Sexism in White and Black
The following two selections, written almost a century apart, capture similarities and differences between white women’s and black women’s encounter with sexism in the United States:
1. Elizabeth Cady Stanton, a major figure in the nineteenth century women’s rights movement in the U.S., explains how educational discrimination shaped the sense of grievance that fueled her career as a pioneering feminist in her Eighty Years and More: Reminiscences, 1815-1897 (New York: Shocken Books, 1973 [1898]), p. 23:
[Most of the boys who were my schoolmates] were much older than I. For three years one boy kept his place at the head of the class, and I always stood next. Two prizes were offered in Greek. I strove for one and took the second. How well I remember my joy in receiving that prize. There was no sentiment of ambition, rivalry, or triumph over my companions, nor feeling of satisfaction in receiving this honor in the presence of those assembled on the day of the exhibition. One thought alone filled my mind. “Now,” said I, “my father will be satisfied with me.” So, as soon as we were dismissed, I ran down the hill, rushed breathless into his office, laid the new Greek Testament, which was my prize, on his table and exclaimed: “There, I got it!” He took up the book, asked me some questions about the class, the teachers, the spectators, and, evidently pleased, handed it back to me. Then, while I stood looking and waiting for him to say something which would show that he recognized the equality of the daughter with the son, he kissed me on the forehead and exclaimed, with a sigh, “Ah, you should have been a boy!”
2. Margaret Wright, a founder of Women Against Oppression, a black women’s liberation group, expressed her views on the unique situation of black women struggling against sexism in “West Magazine,” Los Angeles Times, June 7, 1970:
Black women have been doubly oppressed. On the job, we’re low women on the totem pole. White women have their problems. They’re interviewed for secretarial instead of the executive thing. But we’re interviewed for mopping floors and stuff like that. Sometimes we have to take what’s left over in Miss Ann’s refrigerator. This is all exploitation. And when we get home from work, the old man is wondering why his greens aren’t cooked on time.
We’re also exploited in the Movement. We run errands, lick stamps, mail letters and do the door-to-door. But when it comes to the speaker’s platform, it’s all men up there blow-in from their souls, you dig?
Some white man wrote this book about the black matriarchy, saying that black women ran the community. Which is bull. We don’t run no community. We went out and worked because they wouldn’t give our men jobs. This is where some of us are different from the white women’s liberation movement. We don’t think work liberates you. We’ve been doing it so damned long.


Work to complete:
Scan the records below, and wherever a line has the word "Sales", pull it out.

Interface dataset entries:

----------------

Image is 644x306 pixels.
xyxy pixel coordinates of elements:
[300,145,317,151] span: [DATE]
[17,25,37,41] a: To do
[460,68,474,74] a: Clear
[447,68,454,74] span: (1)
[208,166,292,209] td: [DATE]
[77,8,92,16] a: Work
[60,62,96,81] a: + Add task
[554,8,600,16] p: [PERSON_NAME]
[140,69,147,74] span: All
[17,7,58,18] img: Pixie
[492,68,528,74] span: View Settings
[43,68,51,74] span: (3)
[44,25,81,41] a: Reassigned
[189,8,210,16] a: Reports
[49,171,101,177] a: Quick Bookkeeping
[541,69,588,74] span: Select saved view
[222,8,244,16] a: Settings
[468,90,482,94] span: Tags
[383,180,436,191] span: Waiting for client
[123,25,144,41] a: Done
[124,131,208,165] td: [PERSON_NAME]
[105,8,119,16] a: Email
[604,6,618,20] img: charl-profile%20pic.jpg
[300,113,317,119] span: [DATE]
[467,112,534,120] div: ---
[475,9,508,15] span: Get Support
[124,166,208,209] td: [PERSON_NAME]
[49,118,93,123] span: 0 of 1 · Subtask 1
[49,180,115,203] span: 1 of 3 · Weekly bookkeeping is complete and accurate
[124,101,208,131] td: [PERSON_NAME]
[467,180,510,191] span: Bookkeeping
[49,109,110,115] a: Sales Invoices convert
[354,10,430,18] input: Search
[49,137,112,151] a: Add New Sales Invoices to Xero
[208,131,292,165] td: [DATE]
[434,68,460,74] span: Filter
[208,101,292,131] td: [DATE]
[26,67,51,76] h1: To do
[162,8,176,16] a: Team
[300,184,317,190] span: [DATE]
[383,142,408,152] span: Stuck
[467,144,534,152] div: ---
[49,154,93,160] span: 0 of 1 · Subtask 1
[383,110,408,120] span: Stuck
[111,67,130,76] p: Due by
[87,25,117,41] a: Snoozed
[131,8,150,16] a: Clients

----------------

Output below:
[49,109,110,115] a: Sales Invoices convert
[49,137,112,151] a: Add New Sales Invoices to Xero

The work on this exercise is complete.